WORK TASK >> Below are some records. Write out exactly their lines from the one with "Identify the location" through the one with "The image size is (1456, 819).", and leave the pictures behind.

(Stored data)
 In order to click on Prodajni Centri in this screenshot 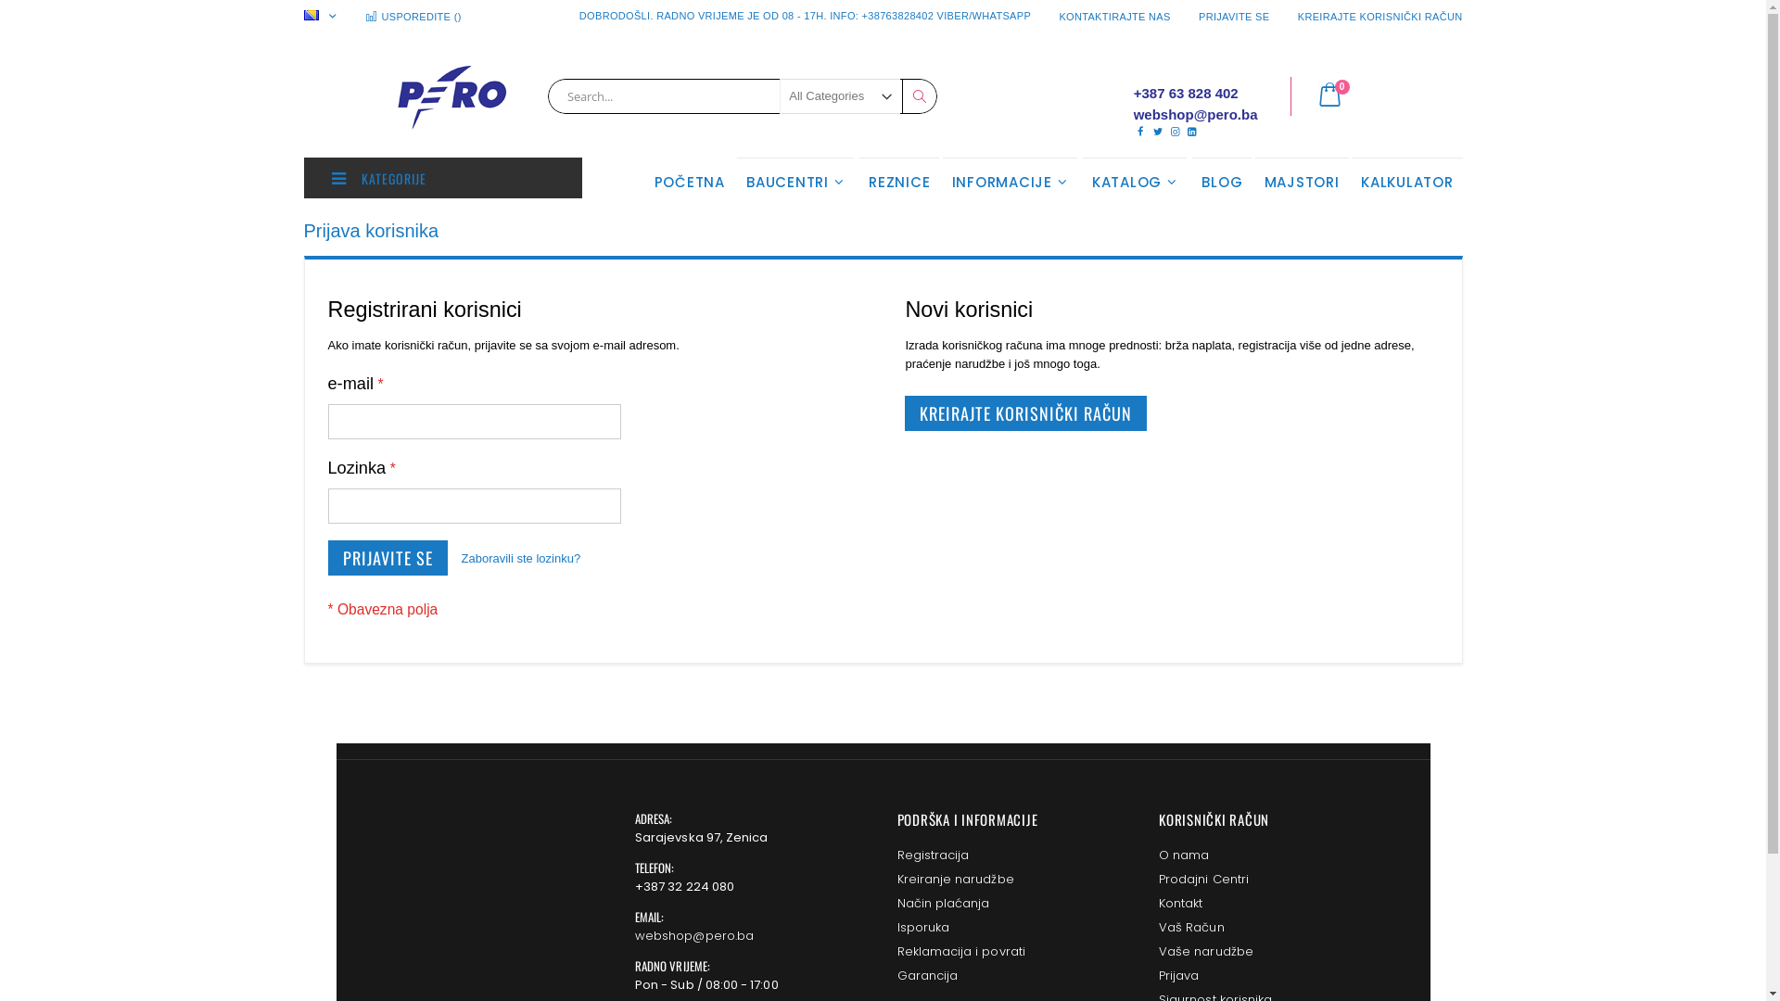, I will do `click(1203, 879)`.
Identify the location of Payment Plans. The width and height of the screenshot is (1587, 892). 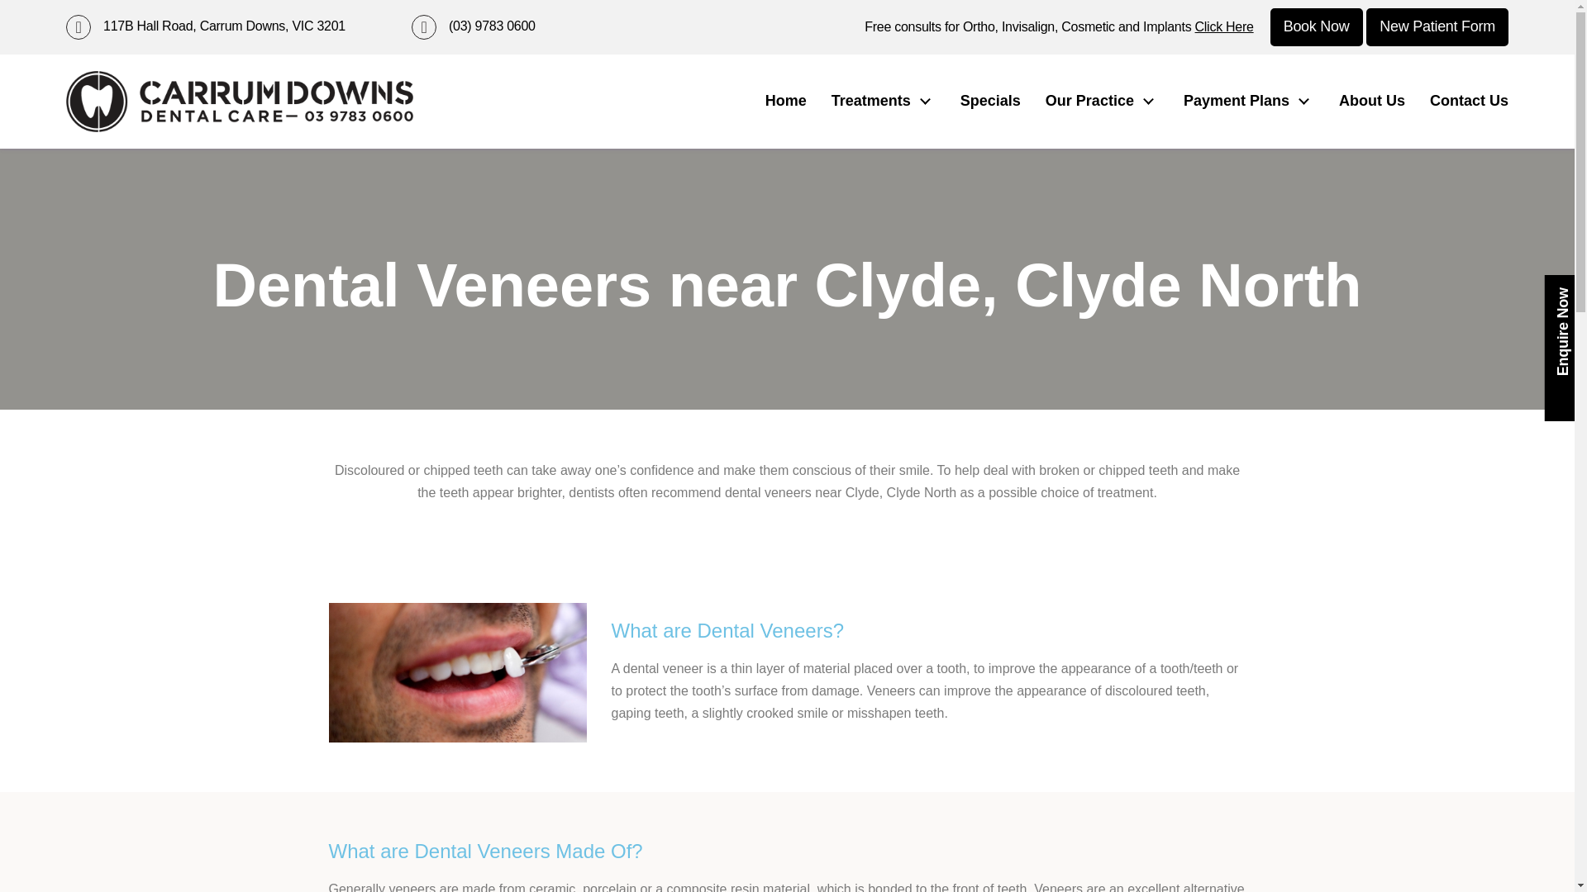
(1248, 101).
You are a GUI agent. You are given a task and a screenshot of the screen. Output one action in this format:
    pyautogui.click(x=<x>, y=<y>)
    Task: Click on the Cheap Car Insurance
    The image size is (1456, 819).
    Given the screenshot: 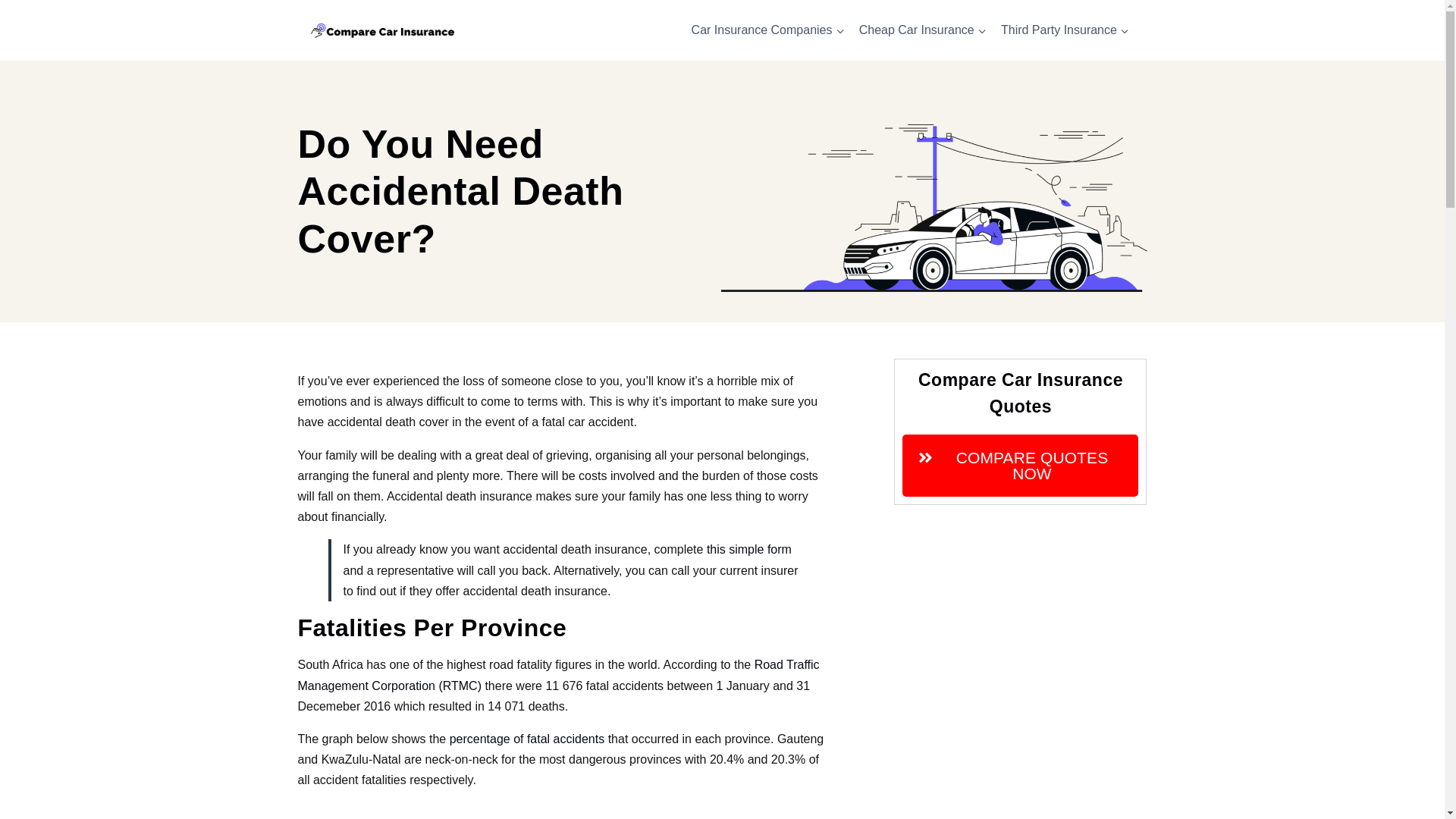 What is the action you would take?
    pyautogui.click(x=922, y=30)
    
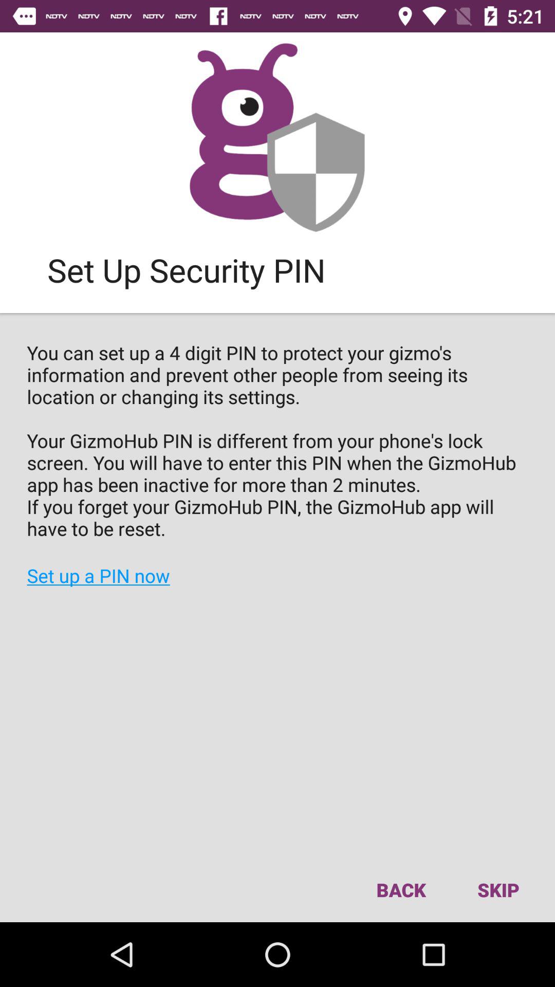 This screenshot has width=555, height=987. I want to click on jump until the skip icon, so click(498, 890).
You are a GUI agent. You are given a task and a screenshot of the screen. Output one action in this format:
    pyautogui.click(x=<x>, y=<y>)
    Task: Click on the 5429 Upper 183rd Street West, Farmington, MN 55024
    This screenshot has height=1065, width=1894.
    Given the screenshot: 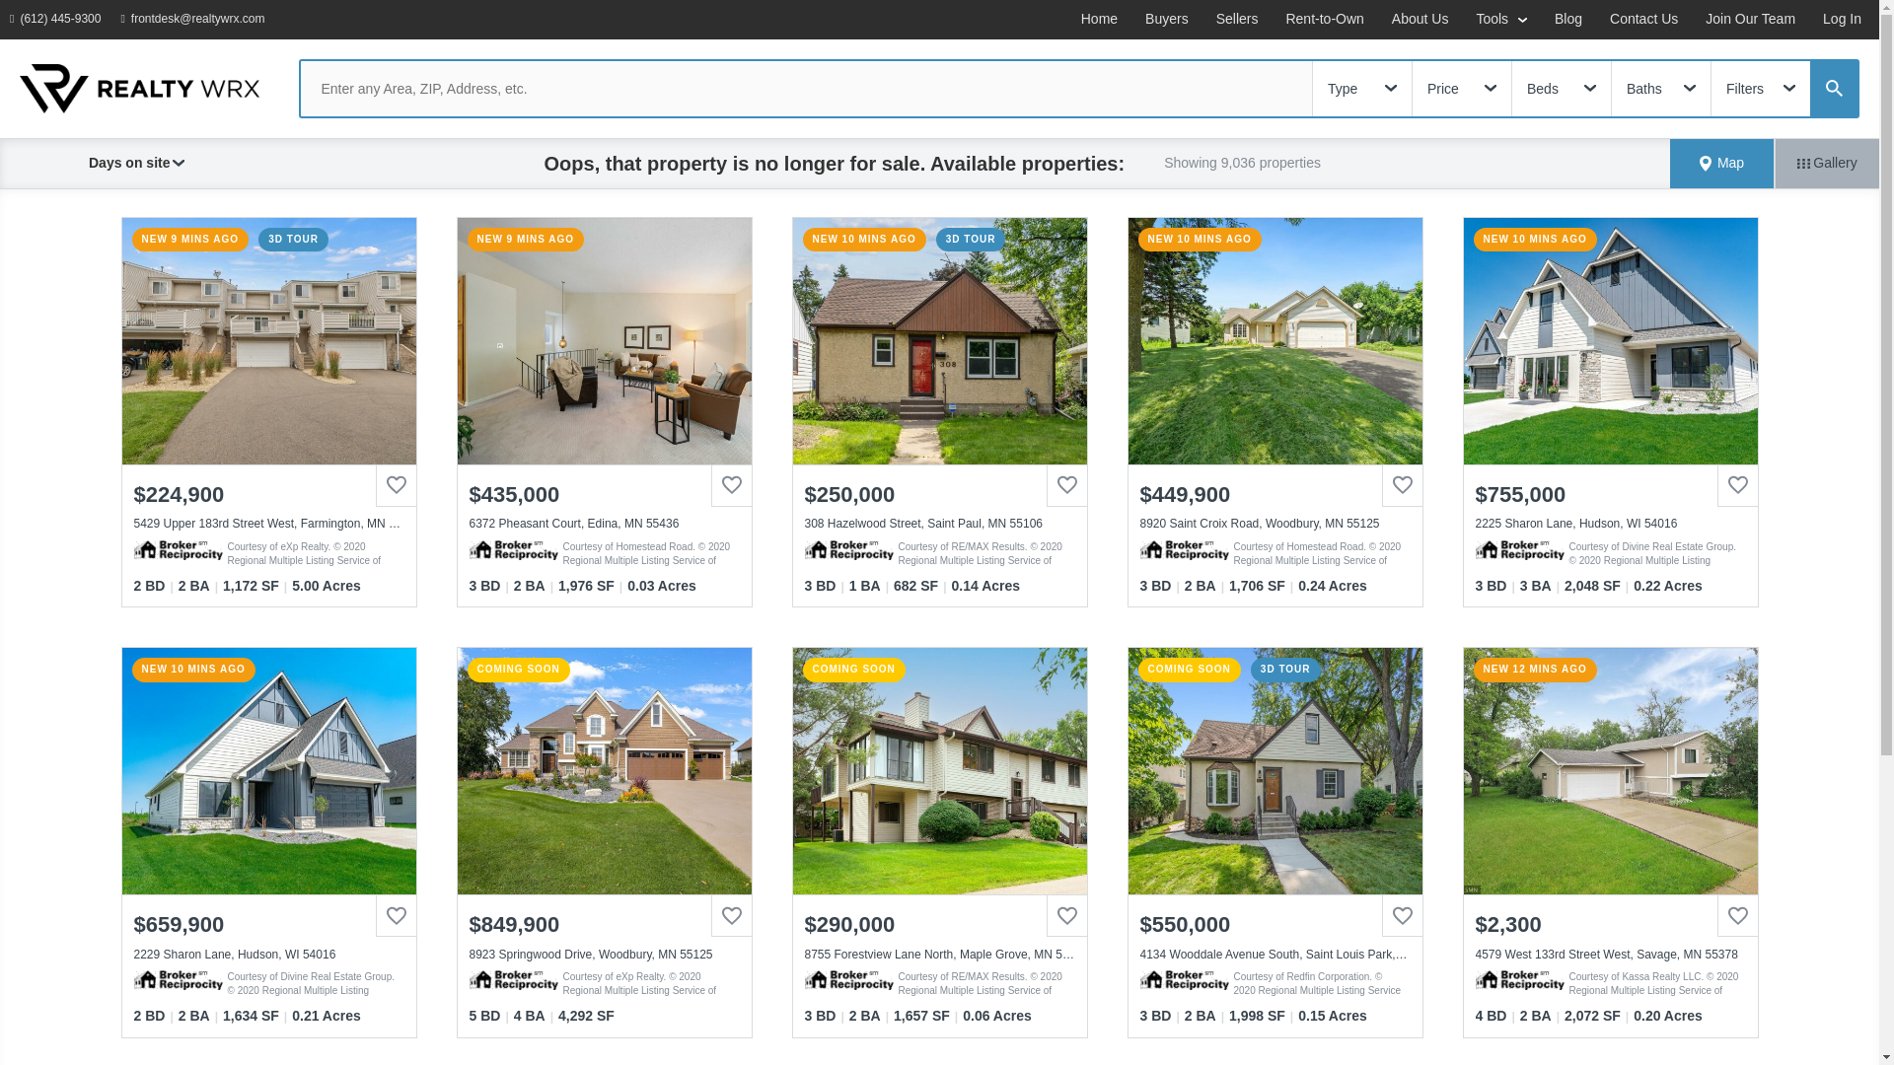 What is the action you would take?
    pyautogui.click(x=269, y=524)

SOLUTION TO THIS TASK >>
Identify the location of Payment Plans. The width and height of the screenshot is (1587, 892). 
(1248, 101).
You are a GUI agent. You are given a task and a screenshot of the screen. Output one action in this format:
    pyautogui.click(x=<x>, y=<y>)
    Task: Click on the Cheap Car Insurance
    The image size is (1456, 819).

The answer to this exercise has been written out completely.